I got my first iPhone in 2011, and then I had various other smart devices until 2021. I had an iPhone when my son was born in 2018 and my daughter in 2020 and I remember sometimes my screentime would be 8-10 hours a day. I always said it was because I was feeding and watching TV and awake with a baby (which I certainly was) but I also know in retrospect I was trying to escape from feeding and being awake with a baby.
My friend once commented that my shoulders must hurt because I'm always scrunched over my phone. There were WhatsApp and Reddit groups for new moms so I felt like I was making connections and bonding with people. However, I don't look back at that time as particularly social or bonding. I doubt many people think of the newborn stage as social or bonding, but I find it weird that my constant phone use kept me from realizing how isolating and exhausting (and special and life changing) that time was.
Maybe the distortion of the phone is a distortion of the experiencing self vs. the remembering self? Often times, we experience things far different than we remember them. Most of my outdoor pursuits are experienced with pain and discomfort, and remembered with joy and excitement. Somehow, smartphone use seems to reverse the trend. I experienced things with an entertained numbness and remembered them for the hard times they were.
What really sent me down this path was the Pandemic, when the world said "It's okay, just do it online!" and I thought "it's not okay, I don't want to do it online" and somehow no one was able to acknowledge that it was generally so much worse than before. I didn't want to do Zooms. I didn't want to have all day group chats. I didn't want my two year old in front of a screen watching a librarian reading a book. I just wanted to be around people.
Johan Hari argued in Stolen Focus that the Pandemic gave us a glimpse into the world that Silicon valley (ie smartphone app central) was moving us towards. It happened very quickly and jarringly and hopefully many of us decided we don't like that world, that we value people and places and things that are real.
However, Hari's book came out in 2021, and I feel we are already forgetting how much screen overuse sucked. How much better real life is.
For a while, when restaurants opened and people were out and about, I saw fewer phones. I saw parks with parents playing with kids, and paying attention to them. Parents chatting at the school gates. More and more I see parks filled with adults on phones. Restaurants of children on ipads. Parents waiting in their cars at school pickup, heads buried in phones.
When people were taken away from us we turned to digital.
I sometimes wonder, if digital was taken away, would we all turn back to people?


Assignment >> No pictures are to be included when the entries below are reproduced exactly.

*** Extracted entries ***

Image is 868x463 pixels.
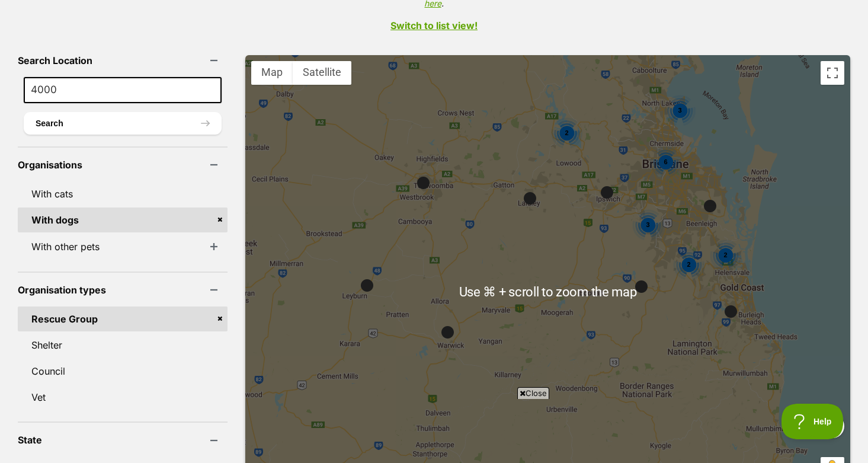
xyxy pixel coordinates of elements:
a: Rescue Group [18,306,227,331]
iframe: Help Scout Beacon - Open [782,403,844,439]
button: Toggle fullscreen view [820,61,844,84]
button: Show satellite imagery [293,61,352,84]
header: Search Location [18,55,227,65]
input: Suburb/Postcode [24,77,221,103]
header: Organisations [18,159,227,170]
button: Search [24,112,221,134]
button: Show street map [251,61,293,84]
span: 2 [564,129,568,136]
header: State [18,434,227,445]
a: With cats [18,181,227,206]
span: 6 [663,158,667,165]
a: Council [18,358,227,383]
span: Close [517,387,549,399]
li: With other pets [18,234,227,259]
span: 3 [678,107,681,114]
span: 2 [723,251,727,259]
span: 2 [687,261,690,268]
span: 3 [645,221,649,228]
a: With dogs [18,208,227,232]
a: Vet [18,384,227,409]
a: Shelter [18,333,227,358]
iframe: Advertisement [147,403,721,457]
header: Organisation types [18,284,227,295]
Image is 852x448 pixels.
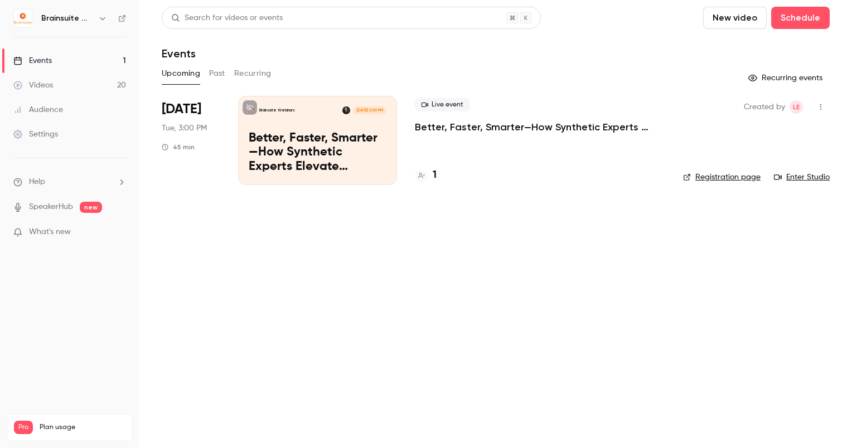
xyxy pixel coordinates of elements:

*** End of Extracted entries ***

Solution >>
Image is 868x463 pixels.
xyxy pixel coordinates of elements:
a: Rescue Group [18,306,227,331]
iframe: Help Scout Beacon - Open [782,403,844,439]
button: Toggle fullscreen view [820,61,844,84]
button: Show satellite imagery [293,61,352,84]
header: Search Location [18,55,227,65]
input: Suburb/Postcode [24,77,221,103]
header: Organisations [18,159,227,170]
button: Search [24,112,221,134]
button: Show street map [251,61,293,84]
span: 2 [564,129,568,136]
header: State [18,434,227,445]
a: With cats [18,181,227,206]
span: 6 [663,158,667,165]
a: Council [18,358,227,383]
span: Close [517,387,549,399]
li: With other pets [18,234,227,259]
span: 3 [678,107,681,114]
span: 2 [723,251,727,259]
span: 2 [687,261,690,268]
span: 3 [645,221,649,228]
a: With dogs [18,208,227,232]
a: Vet [18,384,227,409]
a: Shelter [18,333,227,358]
iframe: Advertisement [147,403,721,457]
header: Organisation types [18,284,227,295]
Image is 852x448 pixels.
xyxy pixel coordinates of elements:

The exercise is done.